How Learning to Code Can Improve Math Scores

Last Updated: October 27, 2016 4:11 pm
How Learning to Code Can Improve Math Scores

How Learning to Code Can Improve Math Scores

By adding coding across the curriculum with Tynker, Jenny Anderson, a STEM specialist at a magnet elementary school in Southern California, increased her students’ math scores and targeted girls in 3rd and 4th grades to increase their interest in STEM. Now her school is being used as the model for other schools across the district on how to transform the curriculum to incorporate 21st century skills while bolstering traditional subjects like Math and English. In an Edutopia article, Mrs. Anderson explains what made her school’s coding program so successful and so transformative.

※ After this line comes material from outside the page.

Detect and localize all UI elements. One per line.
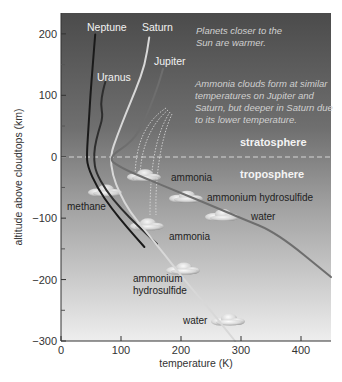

Coding, according to Mrs. Anderson, has been instrumental in helping her students develop key skills like problem solving and critical thinking. These broad skill sets and ways of breaking down and analyzing problems translate across the curriculum and are particularly helpful in math. In the three years that Casita Center, Mrs. Anderson’s school, has been teaching coding, they’ve seen considerable improvements in their students’ math scores, outperforming virtually all California schools with similar demographics. Mrs. Anderson believes this improvement is due to the effectiveness of their CS program. When kids learn to code, they practice algorithmic and computational thinking–and when they learn to code with Tynker, they have fun at the same time, so they’re more likely to stay engaged with the material.

Even if your child isn’t learning to code at school, they can still see the benefits of coding and computational thinking. Tynker is ideal for home environments because kids can learn to code at their own pace as they program games and apps, control drones, and even mod Minecraft.

Parents of kids who code with Tynker have also noticed improvements in their kids’ math abilities. Thomas, father of 11-year-old Tynkerer Benji, says that coding has produced a significant change in Benji’s math abilities, even though Benji just feels like he’s making and playing games when he uses Tynker: “One of the things [Benji] was having a problem with was math, so having to do the math involved in making a game and adding a score, multiplying for points, and different things like that, I think it’s helped him a lot.”

If your child hasn’t started coding yet, now is a great time to start!

Explore Learning Paths

About Tynker

Tynker enables children to learn computer programming in a fun and imaginative way. More than 60 million kids worldwide have started learning to code using Tynker.